In his 44-year career as a jockey, Tony Black never, he said, missed a winter. He doesn’t ride as much these days—just three times this year–but even if he’s not on a horse, he continues to make his presence known at the track.
“I had a few conversations with riders recently,” he said. “I wanted to make sure that they knew the difference between being uncomfortable in the cold and being unsafe.”
Those jockeys have it better now, he said, than the group with which he came up in 70s, when it was much harder to find warm, lightweight clothing than it is now. Both Black and O’Brien sang the praises of the products of Under Armour, the Maryland-based business owned by Maryland native Kevin Plank, who purchased historic Sagamore Farm as a base his racing and breeding operation.
Still, he said, “You always have trouble with your feet and your hands. If you can keep your hands warm, you have a heck of a shot to make it through the day.”
Like O’Brien in the morning, Black, who’s won more than 5,200 races in his career, said the first one is always the toughest to ride. Once the riding starts, bodies warm up, and between races, riders can take refuge in the jockeys’ room.
Black also gave credit to racing management.
“They get it. They make the game simpler: you get to the paddock as late as you can, you get on the horse as late as you can, you go right to the gate, as soon as you can,” he said. “If you’ve got a high in the 20s and a chill factor in the teens or below, it’s uncomfortable but it’s not unsafe.”
He reserves the “unsafe” label for temperatures that drop below zero, conditions in which riders can’t, he said, keep their hands and feet warm enough, putting them at risk of frostbite and compromising their ability to handle their horses.
In those temperatures, too, the track can’t be properly maintained, and that, Black said, is the main factor that leads to a lack of safety.
“You have to keep it in a condition that is safe enough to run across: no ice, an even bottom, a soft cushion,” he explained. “You can’t have a track that’s balled up and frozen. You can’t ask a horse to run across of that, kicking back clods of frozen rock. You can’t endure that.”
He recalled a race years ago when he wore three pairs of a goggles on a cold day and came back with two of them cracked by frozen clods of kickback.
“The game has changed,” he acknowledged. “We tried then in circumstances like that, and we don’t do that anymore.”
He also pointed to the rise of simulcasting as a factor that has led tracks to be comfortable cancelling a card, as simulcasting offers the opportunity to generate at least some revenue on a dark day.

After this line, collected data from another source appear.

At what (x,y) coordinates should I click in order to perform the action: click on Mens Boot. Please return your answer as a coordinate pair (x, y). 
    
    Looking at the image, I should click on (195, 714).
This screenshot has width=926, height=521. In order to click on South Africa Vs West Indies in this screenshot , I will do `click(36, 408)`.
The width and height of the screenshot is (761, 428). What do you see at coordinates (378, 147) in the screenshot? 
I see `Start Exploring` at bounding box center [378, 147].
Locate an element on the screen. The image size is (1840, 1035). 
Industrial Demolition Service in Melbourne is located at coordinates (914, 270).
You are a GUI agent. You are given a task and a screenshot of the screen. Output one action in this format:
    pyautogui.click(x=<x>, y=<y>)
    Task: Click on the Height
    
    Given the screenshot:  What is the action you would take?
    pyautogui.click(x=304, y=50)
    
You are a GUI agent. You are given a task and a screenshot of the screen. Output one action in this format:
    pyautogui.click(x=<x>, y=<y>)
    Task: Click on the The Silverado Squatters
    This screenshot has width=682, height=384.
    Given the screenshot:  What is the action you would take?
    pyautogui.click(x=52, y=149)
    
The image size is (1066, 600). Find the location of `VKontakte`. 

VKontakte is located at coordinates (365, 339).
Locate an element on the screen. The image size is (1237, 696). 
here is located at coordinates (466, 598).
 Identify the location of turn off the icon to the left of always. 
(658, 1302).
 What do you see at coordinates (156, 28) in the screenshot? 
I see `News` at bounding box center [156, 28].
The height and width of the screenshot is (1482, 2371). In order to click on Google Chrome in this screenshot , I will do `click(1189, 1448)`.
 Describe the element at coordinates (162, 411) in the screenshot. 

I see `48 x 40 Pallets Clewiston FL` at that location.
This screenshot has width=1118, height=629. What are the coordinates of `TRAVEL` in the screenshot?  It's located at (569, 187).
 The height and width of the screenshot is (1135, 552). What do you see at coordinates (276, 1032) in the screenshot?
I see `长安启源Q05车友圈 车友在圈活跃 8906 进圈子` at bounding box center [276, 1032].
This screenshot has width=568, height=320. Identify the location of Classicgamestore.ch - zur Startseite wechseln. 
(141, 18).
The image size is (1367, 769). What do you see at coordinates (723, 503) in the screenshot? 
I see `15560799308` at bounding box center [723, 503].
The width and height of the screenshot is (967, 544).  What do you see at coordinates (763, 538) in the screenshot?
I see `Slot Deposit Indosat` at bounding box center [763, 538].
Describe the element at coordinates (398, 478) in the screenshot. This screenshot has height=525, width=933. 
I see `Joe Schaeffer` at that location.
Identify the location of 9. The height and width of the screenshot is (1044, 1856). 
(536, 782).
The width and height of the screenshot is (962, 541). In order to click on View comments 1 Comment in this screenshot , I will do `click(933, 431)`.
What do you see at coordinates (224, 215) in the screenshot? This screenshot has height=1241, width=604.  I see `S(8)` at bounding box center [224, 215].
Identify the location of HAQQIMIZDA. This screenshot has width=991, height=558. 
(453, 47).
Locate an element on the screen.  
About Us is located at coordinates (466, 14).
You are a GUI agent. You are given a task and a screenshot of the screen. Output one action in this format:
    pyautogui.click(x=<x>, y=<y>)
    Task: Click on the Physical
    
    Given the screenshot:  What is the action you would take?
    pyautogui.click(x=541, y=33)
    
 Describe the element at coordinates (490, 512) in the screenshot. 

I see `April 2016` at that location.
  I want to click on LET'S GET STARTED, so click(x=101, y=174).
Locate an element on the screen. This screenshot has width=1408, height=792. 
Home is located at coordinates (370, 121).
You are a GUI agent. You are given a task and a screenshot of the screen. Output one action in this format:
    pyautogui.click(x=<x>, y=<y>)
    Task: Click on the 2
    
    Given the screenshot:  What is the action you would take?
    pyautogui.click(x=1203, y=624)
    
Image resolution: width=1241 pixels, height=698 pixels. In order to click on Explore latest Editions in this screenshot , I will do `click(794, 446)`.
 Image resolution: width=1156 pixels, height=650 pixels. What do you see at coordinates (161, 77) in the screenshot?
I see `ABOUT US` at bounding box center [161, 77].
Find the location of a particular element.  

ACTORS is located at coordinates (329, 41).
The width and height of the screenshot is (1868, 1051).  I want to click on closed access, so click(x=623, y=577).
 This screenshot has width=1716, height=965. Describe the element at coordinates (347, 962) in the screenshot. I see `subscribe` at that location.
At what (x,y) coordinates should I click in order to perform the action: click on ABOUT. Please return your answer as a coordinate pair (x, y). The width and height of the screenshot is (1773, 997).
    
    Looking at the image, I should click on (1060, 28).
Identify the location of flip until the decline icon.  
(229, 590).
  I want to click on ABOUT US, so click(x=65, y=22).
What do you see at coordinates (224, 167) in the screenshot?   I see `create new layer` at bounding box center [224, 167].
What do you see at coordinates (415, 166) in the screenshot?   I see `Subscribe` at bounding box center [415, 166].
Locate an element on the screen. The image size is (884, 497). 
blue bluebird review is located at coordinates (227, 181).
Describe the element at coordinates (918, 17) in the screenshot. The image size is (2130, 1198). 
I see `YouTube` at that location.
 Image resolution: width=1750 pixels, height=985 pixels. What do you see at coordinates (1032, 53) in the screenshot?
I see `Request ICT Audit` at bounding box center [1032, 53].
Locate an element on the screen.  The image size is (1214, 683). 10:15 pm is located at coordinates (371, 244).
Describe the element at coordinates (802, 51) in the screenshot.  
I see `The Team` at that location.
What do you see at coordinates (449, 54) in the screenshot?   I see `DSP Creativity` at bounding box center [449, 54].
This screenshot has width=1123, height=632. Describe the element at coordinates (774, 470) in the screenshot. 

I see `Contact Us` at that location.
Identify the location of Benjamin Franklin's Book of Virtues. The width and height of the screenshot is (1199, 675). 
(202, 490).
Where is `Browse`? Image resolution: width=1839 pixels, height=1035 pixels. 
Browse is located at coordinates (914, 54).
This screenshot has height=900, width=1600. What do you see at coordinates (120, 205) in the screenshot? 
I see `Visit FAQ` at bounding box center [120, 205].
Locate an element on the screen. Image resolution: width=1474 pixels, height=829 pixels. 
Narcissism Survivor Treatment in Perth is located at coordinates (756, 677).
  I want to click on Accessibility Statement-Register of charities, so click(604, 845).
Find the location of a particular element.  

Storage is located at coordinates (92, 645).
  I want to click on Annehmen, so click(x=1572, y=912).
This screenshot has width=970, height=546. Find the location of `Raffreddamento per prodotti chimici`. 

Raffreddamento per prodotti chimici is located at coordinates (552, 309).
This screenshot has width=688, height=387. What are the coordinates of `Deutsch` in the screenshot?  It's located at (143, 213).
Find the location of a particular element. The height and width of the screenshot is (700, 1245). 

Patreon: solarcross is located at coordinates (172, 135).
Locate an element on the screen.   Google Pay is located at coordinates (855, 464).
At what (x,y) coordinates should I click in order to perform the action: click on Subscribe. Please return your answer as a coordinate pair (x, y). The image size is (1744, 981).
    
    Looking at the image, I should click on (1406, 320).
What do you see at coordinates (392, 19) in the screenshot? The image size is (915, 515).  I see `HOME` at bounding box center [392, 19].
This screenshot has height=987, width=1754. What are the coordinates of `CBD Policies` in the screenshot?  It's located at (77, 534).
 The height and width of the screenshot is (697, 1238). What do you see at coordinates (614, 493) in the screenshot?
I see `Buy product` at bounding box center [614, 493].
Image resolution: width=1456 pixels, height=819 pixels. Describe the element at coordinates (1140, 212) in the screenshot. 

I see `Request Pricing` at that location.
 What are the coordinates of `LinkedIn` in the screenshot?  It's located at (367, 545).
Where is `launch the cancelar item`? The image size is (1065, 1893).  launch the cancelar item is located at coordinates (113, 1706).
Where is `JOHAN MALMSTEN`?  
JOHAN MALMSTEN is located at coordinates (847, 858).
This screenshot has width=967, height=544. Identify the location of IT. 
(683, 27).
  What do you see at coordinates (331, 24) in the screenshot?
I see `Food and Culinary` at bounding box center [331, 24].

Black laughed as he acknowledged that his riding style often meant that he was a little more able to put up with winter racing, and to benefit from it.
“I always liked to be on the lead,” he said, “and a lot of times winter tracks have a speed bias, so the horses on the front were tougher to catch.”
The following days brought more cold, and then snow, to the mid-Atlantic region. In other words, business as usual for the people who put on the show, which must go on, polar vortex or not.